VL_NNLOSS
- CNN categorical or attribute loss.
Y = VL_NNLOSS(X, C) computes the loss incurred by the prediction scores X given the categorical labels C.
The prediction scores X are organised as a field of prediction vectors, represented by a H x W x D x N array. The first two dimensions, H and W, are spatial and correspond to the height and width of the field; the third dimension D is the number of categories or classes; finally, the dimension N is the number of data items (images) packed in the array.
While often one has H = W = 1, the case W, H > 1 is useful in
dense labelling problems such as image segmentation. In the latter
case, the loss is summed across pixels (contributions can be
weighed using the InstanceWeights
option described below).
The array C contains the categorical labels. In the simplest case, C is an array of integers in the range [1, D] with N elements specifying one label for each of the N images. If H, W > 1, the same label is implicitly applied to all spatial locations.
In the second form, C has dimension H x W x 1 x N and specifies a categorical label for each spatial location.
In the third form, C has dimension H x W x D x N and specifies
attributes rather than categories. Here elements in C are either
+1
or -1
and C, where +1 denotes that an attribute is present and
-1
that it is not. The key difference is that multiple attributes
can be active at the same time, while categories are mutually
exclusive. By default, the loss is summed across attributes
(unless otherwise specified using the InstanceWeights
option
described below).
DZDX = VL_NNLOSS(X, C, DZDY) computes the derivative of the block projected onto the output derivative DZDY. DZDX and DZDY have the same dimensions as X and Y respectively.
VL_NNLOSS() supports several loss functions, which can be selected
by using the option type
described below. When each scalar c in
C is interpreted as a categorical label (first two forms above),
the following losses can be used:
-
Classification error [
classerror
]L(X,c) = (argmax_q X(q) ~= c). Note that the classification error derivative is flat; therefore this loss is useful for assessment, but not for training a model.
-
Top-K classification error [
topkerror
]L(X,c) = (rank X(c) in X <= K). The top rank is the one with highest score. For K=1, this is the same as the classification error. K is controlled by the
topK
option. -
Log loss [
log
]L(X,c) = - log(X(c)). This function assumes that X(c) is the predicted probability of class c (hence the vector X must be non negative and sum to one).
-
Softmax log loss (multinomial logistic loss) [
softmaxlog
]L(X,c) = - log(P(c)) where P(c) = exp(X(c)) / sum_q exp(X(q)). This is the same as the
log
loss, but renormalizes the predictions using the softmax function. -
Multiclass hinge loss [
mhinge
]L(X,c) = max{0, 1 - X(c)}. This function assumes that X(c) is the score margin for class c against the other classes. See also the
mmhinge
loss below. -
Multiclass structured hinge loss [
mshinge
]L(X,c) = max{0, 1 - M(c)} where M(c) = X(c) - max_{q ~= c} X(q). This is the same as the
mhinge
loss, but computes the margin between the prediction scores first. This is also known the Crammer-Singer loss, an example of a structured prediction loss.
When C is a vector of binary attribures c in (+1,-1), each scalar prediction score x is interpreted as voting for the presence or absence of a particular attribute. The following losses can be used:
-
Binary classification error [
binaryerror
]L(x,c) = (sign(x - t) ~= c). t is a threshold that can be specified using the
threshold
option and defaults to zero. If x is a probability, it should be set to 0.5. -
Binary log loss [
binarylog
]L(x,c) = - log(c(x-0.5) + 0.5). x is assumed to be the probability that the attribute is active (c=+1). Hence x must be a number in the range [0,1]. This is the binary version of the
log
loss. -
Logistic log loss [
logistic
]L(x,c) = log(1 + exp(- cx)). This is the same as the
binarylog
loss, but implicitly normalizes the score x into a probability using the logistic (sigmoid) function: p = sigmoid(x) = 1 / (1 + exp(-x)). This is also equivalent tosoftmaxlog
loss where class c=+1 is assigned score x and class c=-1 is assigned score 0. -
Hinge loss [
hinge
]L(x,c) = max{0, 1 - cx}. This is the standard hinge loss for binary classification. This is equivalent to the
mshinge
loss if class c=+1 is assigned score x and class c=-1 is assigned score 0.
VL_NNLOSS(...,'OPT', VALUE, ...) supports these additionals options:
-
InstanceWeights [[]]
Allows to weight the loss as L'(x,c) = WGT L(x,c), where WGT is a per-instance weight extracted from the array
InstanceWeights
. For categorical losses, this is either a H x W x 1 or a H x W x 1 x N array. For attribute losses, this is either a H x W x D or a H x W x D x N array. -
TopK [5]
Top-K value for the top-K error. Note that K should not exceed the number of labels.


## Exercise brief
Write the lines below out exactly, dropping each picture.

## Data under study
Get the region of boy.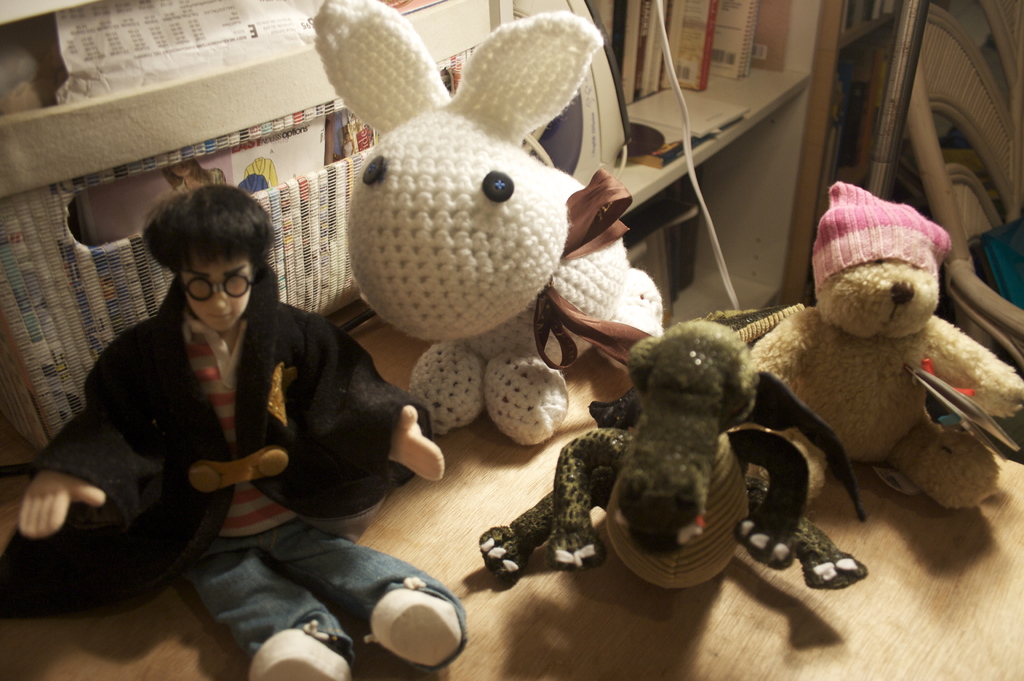
Rect(14, 188, 465, 680).
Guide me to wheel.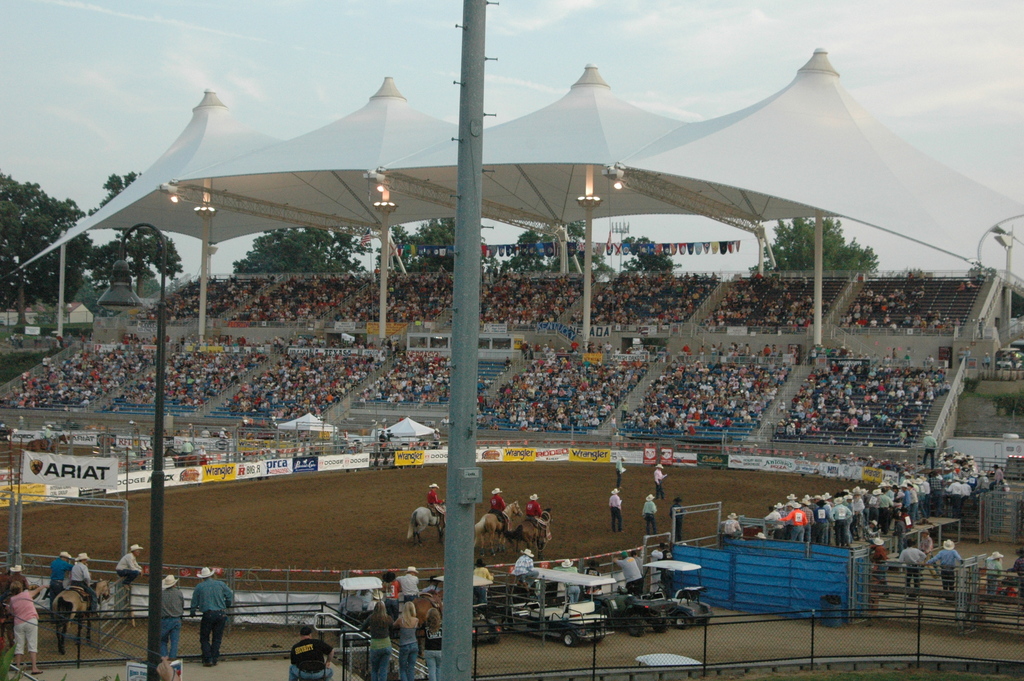
Guidance: 526/589/539/603.
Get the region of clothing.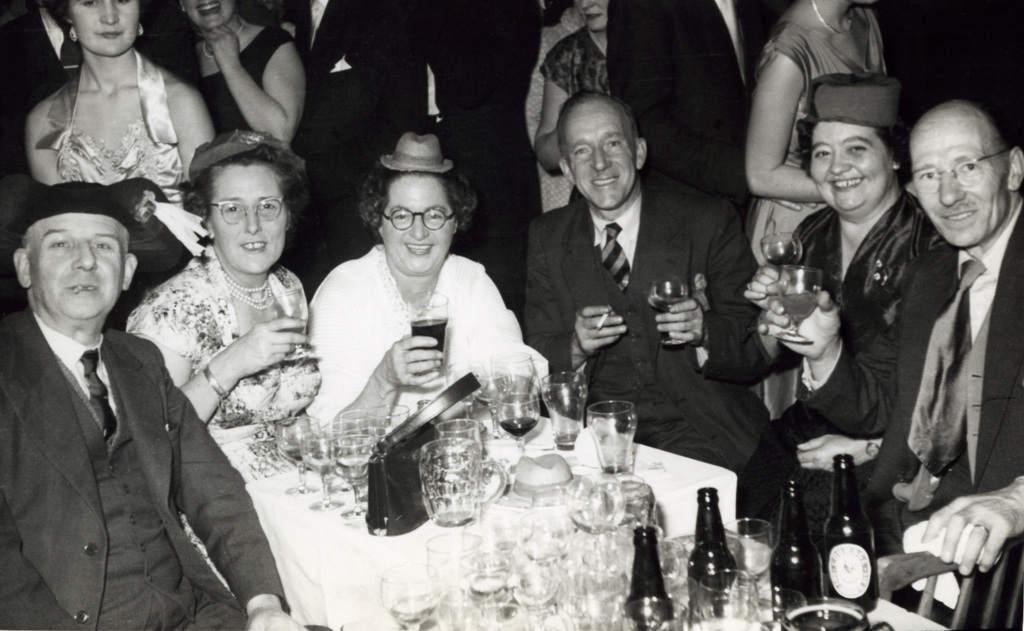
{"x1": 793, "y1": 195, "x2": 1023, "y2": 628}.
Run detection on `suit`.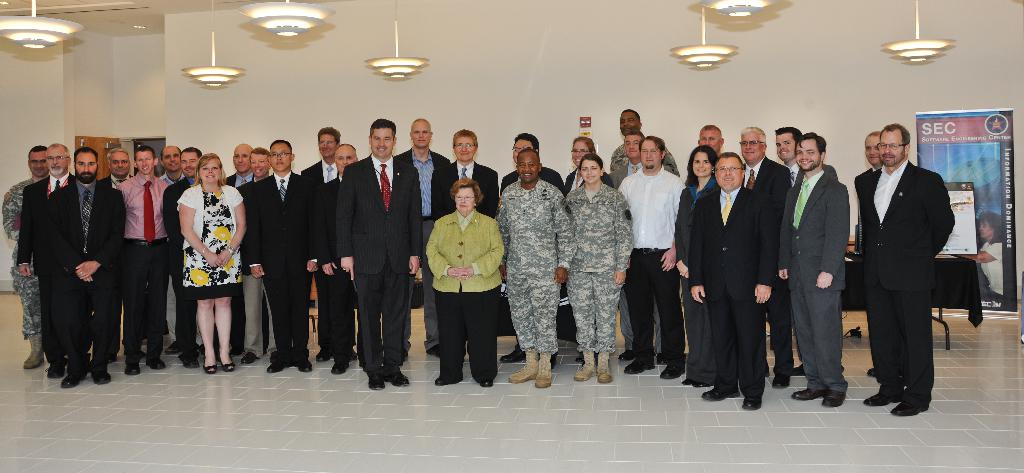
Result: [left=609, top=160, right=673, bottom=353].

## Result of this exercise
Get the region of boy.
Rect(14, 188, 465, 680).
Guide me to wheel.
Guidance: 526/589/539/603.
Get the region of clothing.
{"x1": 793, "y1": 195, "x2": 1023, "y2": 628}.
Run detection on `suit`.
Result: [left=609, top=160, right=673, bottom=353].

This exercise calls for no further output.